A similar installation follows it, after which the visitor enters a space where a kinetic sculpture titled Ego is periodically activated. Woven from ultrafine strands of Japanese fluorocarbon, the sculpture, when animated by computerized motors, reveals itself to be an ethereal rectilinear cuboid. This shape is echoed in the sculptures of the following room, collectively referred to as Materialism. Though they are situated in a transitory corridor gallery, these works present the most conceptually-grounded works in the show: displayed on a series of pedestals are groups of blocks arranged to resemble a sort of contemporary Bauhaus sculpture.

A complex grid of lights, the self titled fragile future
Fragile Future (Dario Lasagni/Courtesy The Shed)

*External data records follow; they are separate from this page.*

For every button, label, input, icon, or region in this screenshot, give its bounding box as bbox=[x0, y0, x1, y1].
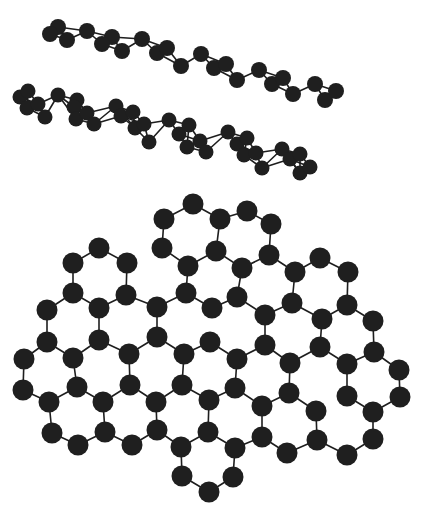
bonds bbox=[20, 91, 310, 173]
carbon-atom bbox=[275, 70, 291, 86]
carbon-atom bbox=[307, 76, 323, 92]
carbon-atom bbox=[180, 140, 195, 155]
carbon-atom bbox=[171, 437, 192, 458]
carbon-atom bbox=[173, 58, 189, 74]
carbon-atom bbox=[51, 88, 66, 103]
carbon-atom bbox=[183, 194, 204, 215]
carbon-atom bbox=[93, 392, 114, 413]
carbon-atom bbox=[137, 117, 152, 132]
carbon-atom bbox=[282, 293, 303, 314]
atoms bbox=[13, 194, 411, 503]
carbon-atom bbox=[249, 146, 264, 161]
carbon-atom bbox=[251, 62, 267, 78]
carbon-atom bbox=[134, 31, 150, 47]
atoms bbox=[13, 84, 318, 181]
carbon-atom bbox=[310, 248, 331, 269]
carbon-atom bbox=[142, 135, 157, 150]
carbon-atom bbox=[389, 360, 410, 381]
carbon-atom bbox=[261, 214, 282, 235]
carbon-atom bbox=[310, 337, 331, 358]
carbon-atom bbox=[199, 390, 220, 411]
carbon-atom bbox=[114, 43, 130, 59]
carbon-atom bbox=[337, 295, 358, 316]
carbon-atom bbox=[13, 380, 34, 401]
carbon-atom bbox=[252, 396, 273, 417]
carbon-atom bbox=[159, 40, 175, 56]
carbon-atom bbox=[59, 32, 75, 48]
carbon-atom bbox=[328, 83, 344, 99]
carbon-atom bbox=[225, 378, 246, 399]
carbon-atom bbox=[312, 309, 333, 330]
carbon-atom bbox=[198, 422, 219, 443]
carbon-atom bbox=[120, 375, 141, 396]
carbon-atom bbox=[285, 86, 301, 102]
carbon-atom bbox=[95, 422, 116, 443]
carbon-atom bbox=[176, 283, 197, 304]
carbon-atom bbox=[277, 443, 298, 464]
carbon-atom bbox=[94, 36, 110, 52]
carbon-atom bbox=[200, 332, 221, 353]
carbon-atom bbox=[337, 445, 358, 466]
carbon-atom bbox=[37, 300, 58, 321]
carbon-atom bbox=[68, 435, 89, 456]
carbon-atom bbox=[172, 375, 193, 396]
carbon-atom bbox=[119, 344, 140, 365]
carbon-atom bbox=[206, 241, 227, 262]
carbon-atom bbox=[337, 354, 358, 375]
carbon-atom bbox=[229, 72, 245, 88]
graphene-illustration bbox=[0, 0, 426, 516]
carbon-atom bbox=[67, 377, 88, 398]
carbon-atom bbox=[116, 285, 137, 306]
carbon-atom bbox=[225, 438, 246, 459]
carbon-atom bbox=[255, 305, 276, 326]
carbon-atom bbox=[237, 201, 258, 222]
carbon-atom bbox=[363, 311, 384, 332]
carbon-atom bbox=[363, 402, 384, 423]
carbon-atom bbox=[221, 125, 236, 140]
carbon-atom bbox=[126, 105, 141, 120]
carbon-atom bbox=[178, 256, 199, 277]
carbon-atom bbox=[390, 387, 411, 408]
carbon-atom bbox=[182, 118, 197, 133]
carbon-atom bbox=[259, 245, 280, 266]
carbon-atom bbox=[364, 342, 385, 363]
molecular-diagram-canvas bbox=[0, 0, 426, 516]
carbon-atom bbox=[280, 353, 301, 374]
carbon-atom bbox=[307, 430, 328, 451]
carbon-atom bbox=[87, 117, 102, 132]
carbon-atom bbox=[174, 344, 195, 365]
carbon-atom bbox=[285, 262, 306, 283]
carbon-atom bbox=[227, 287, 248, 308]
flat-graphene-sheet bbox=[13, 194, 411, 503]
carbon-atom bbox=[172, 466, 193, 487]
carbon-atom bbox=[279, 383, 300, 404]
carbon-atom bbox=[39, 392, 60, 413]
carbon-atom bbox=[154, 209, 175, 230]
stacked-sheet-upper bbox=[42, 19, 344, 108]
carbon-atom bbox=[255, 161, 270, 176]
carbon-atom bbox=[240, 131, 255, 146]
carbon-atom bbox=[42, 423, 63, 444]
carbon-atom bbox=[255, 335, 276, 356]
carbon-atom bbox=[227, 349, 248, 370]
carbon-atom bbox=[37, 332, 58, 353]
carbon-atom bbox=[89, 330, 110, 351]
carbon-atom bbox=[218, 56, 234, 72]
carbon-atom bbox=[42, 26, 58, 42]
carbon-atom bbox=[147, 327, 168, 348]
carbon-atom bbox=[202, 298, 223, 319]
carbon-atom bbox=[223, 467, 244, 488]
carbon-atom bbox=[89, 298, 110, 319]
carbon-atom bbox=[31, 97, 46, 112]
carbon-atom bbox=[21, 84, 36, 99]
carbon-atom bbox=[79, 23, 95, 39]
carbon-atom bbox=[210, 209, 231, 230]
carbon-atom bbox=[252, 427, 273, 448]
carbon-atom bbox=[146, 392, 167, 413]
carbon-atom bbox=[303, 160, 318, 175]
carbon-atom bbox=[122, 435, 143, 456]
carbon-atom bbox=[162, 113, 177, 128]
carbon-atom bbox=[38, 110, 53, 125]
carbon-atom bbox=[232, 258, 253, 279]
carbon-atom bbox=[63, 348, 84, 369]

Comprising the raw materials of a range of items including a bicycle, an iPhone, a lightbulb, and a Russian AK-47, each block is made from the elemental substance of each object, each compressed into block-form and arranged with its constituent ingredients to reveal its relative quantity. The materials of the title constitute the message in a very literal way, particularly at the two pedestals toward the end of the gallery, which compare the amount of silicon needed to house the entire internet in 2000 and 2020.

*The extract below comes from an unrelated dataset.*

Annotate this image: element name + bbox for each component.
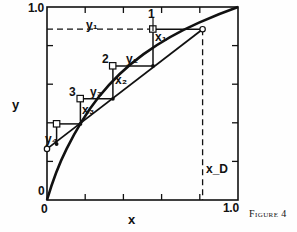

In the penultimate gallery, dual films are projected on opposite walls; one follows a large concrete monolith as it floats about an urban environment, the other features the same monoliths moving about a foggy green mountain landscape. The blocks constitute the foundational unit of modern construction, representing, in a broader sense, the built environment in which we dwell. It is these same blocks that comprise the elements of the final gallery—suspended two stories in the air, five monumental “concrete” slabs appear to hang in midair, an uncanny feat of engineering augmented by the theatrical lights of The Shed’s outsized performance space. The eponymously titled Drifters seamlessly glide across the McCourt theater, dancing to an original score by ANOHNI. Interestingly, while the rest of the works on view are accompanied by tombstones of text and didactics, Drifters is presented without explanation, its wall text listing only the title and date of the work. The actual media from which the work is made remains unknown, a stark contrast to the previous galleries, yet appropriate for the dreamlike performance it evokes. Given the themes of the previous galleries, the work seeks to emphasize the malleability of our lived environment, a reminder that industrial and technological innovation are constantly unfolding on paths that can be directed or diverted.

looking down a long hallway with white plinths at fragile future
Materiality (Dario Lasagni/Courtesy The Shed)

Presented in collaboration with the firm Superblue, Pace Gallery’s new immersive art enterprise, Fragile Future languishes in its indeterminacy, providing ample visual marvels but leaving visitors seeking anything more than a vague sense of wonder wanting. While the rectilinear cuboid constitutes a uniting formal motif, the conceptual cohesion of the works on view is a bit more tenuous, rendering the artists’ decision to leave the standout installation unexplained all the more puzzling. Perhaps they were simply aiming to heighten the sense of awe aroused by the scale and technical achievements of the work by shrouding its mechanics in mystery, but, given the environmental concern of Fragile Future and the artists’ practice in general, the illusory approach feels more escapist than empowering.

a large silk web hung from a ceiling
The ghostly Ego (Dario Lasagni/Courtesy The Shed)

In today’s Instagram age, getting visitors to focus on anything besides the photographic potential of an immersive artwork feels like half the battle. The presentation of Drifters does little to counter its potential to be absorbed as pure spectacle. That said, reclining beneath a four-story-high cavern to observe concrete monoliths unfurl a gracefully slow aerial ballet to ANOHNI’s gorgeous, haunting soundtrack is a unique experience, one that will undoubtedly leave an impression on visitors and take the burgeoning trend of immersive art installations to a new level.

Floating concrete cubes at the ceiling
(Dario Lasagni/Courtesy The Shed)

Drift: Fragile Future is on view at The Shed through December 19.